■ Your assignment: From the line containing "Find the location" through the end of the entries, please repeat every line exactly and nothing more; the pictures do not belong in the copy.

■ Records supplied:

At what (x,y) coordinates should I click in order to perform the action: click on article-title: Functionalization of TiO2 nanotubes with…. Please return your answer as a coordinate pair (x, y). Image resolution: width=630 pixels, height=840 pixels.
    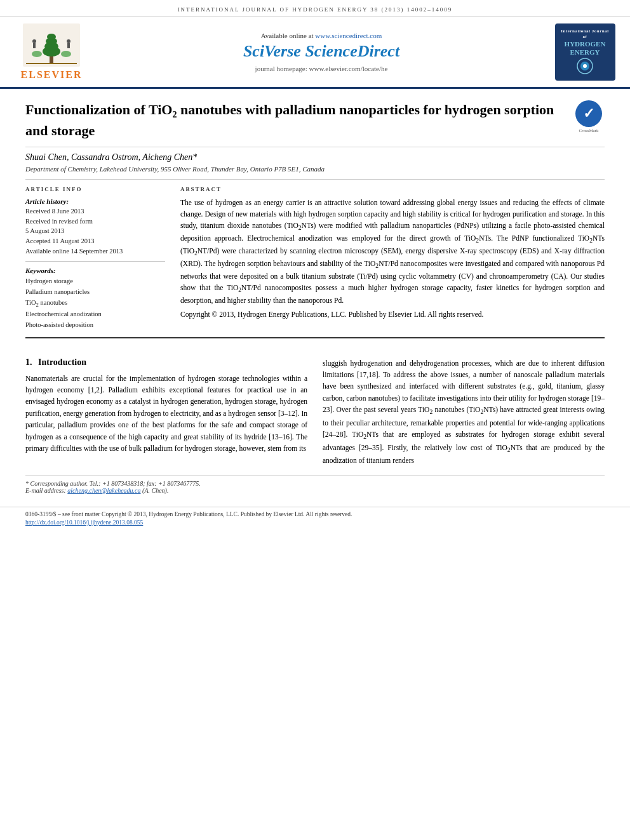
    Looking at the image, I should click on (295, 121).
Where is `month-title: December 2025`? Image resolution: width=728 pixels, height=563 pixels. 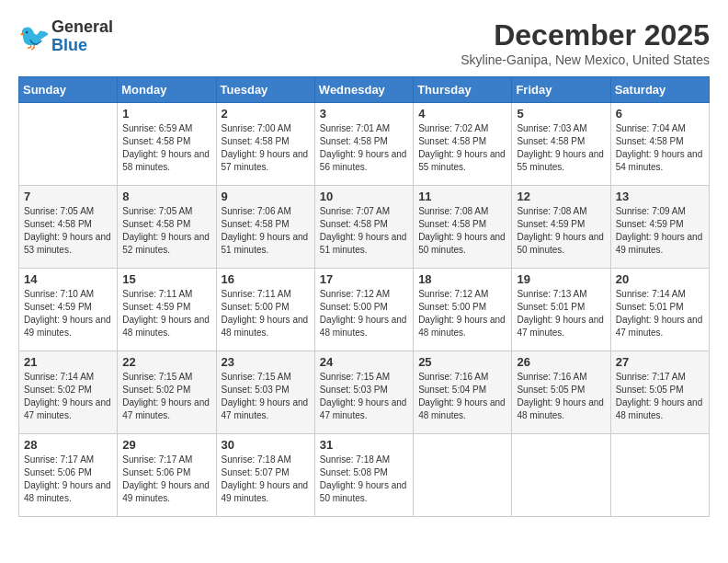 month-title: December 2025 is located at coordinates (585, 35).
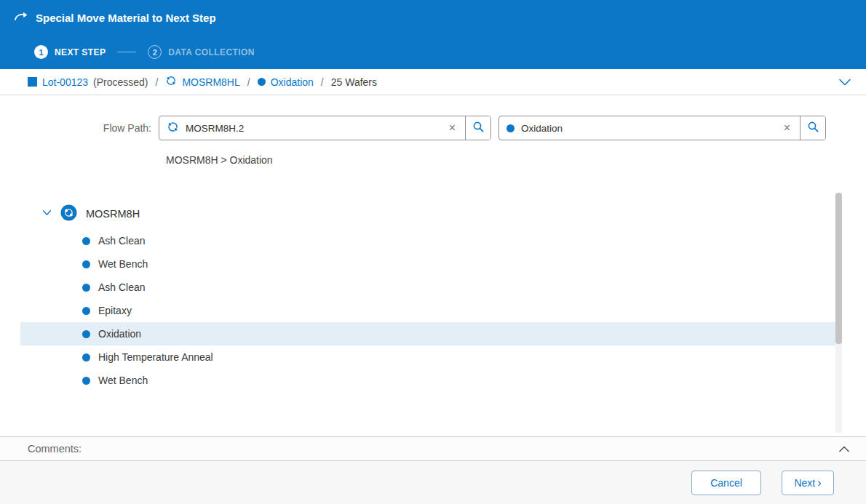 The height and width of the screenshot is (504, 866). I want to click on chevron-down-icon, so click(47, 214).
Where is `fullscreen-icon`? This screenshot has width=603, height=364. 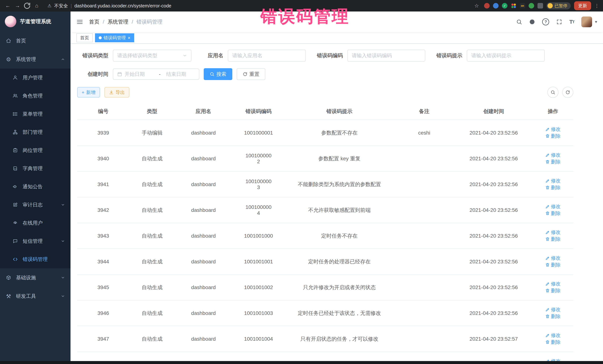
fullscreen-icon is located at coordinates (559, 22).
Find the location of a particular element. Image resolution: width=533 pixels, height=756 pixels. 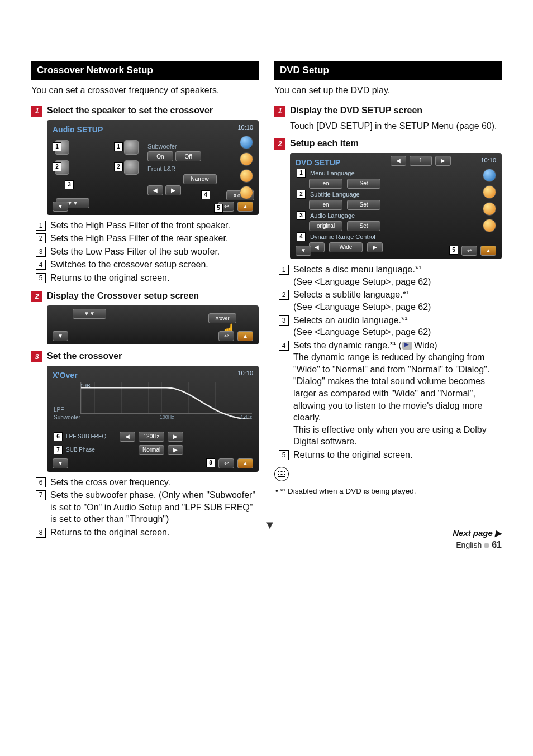

subwoofer-off-button: Off is located at coordinates (188, 156).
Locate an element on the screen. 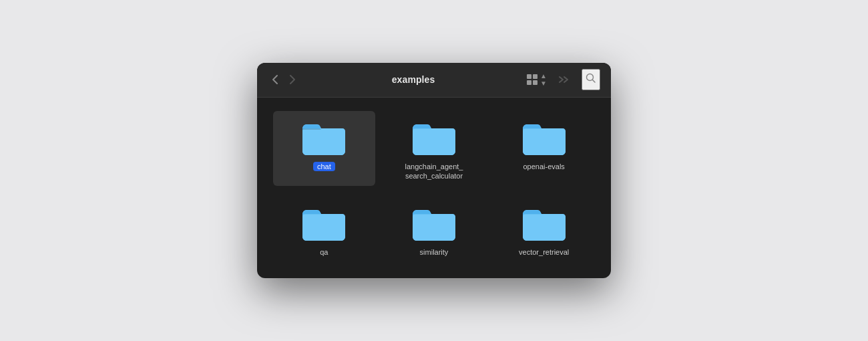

■ Output for this exercise:
Find the location of a particular element. Image resolution: width=533 pixels, height=756 pixels. 

subwoofer-off-button: Off is located at coordinates (188, 156).
Locate an element on the screen. 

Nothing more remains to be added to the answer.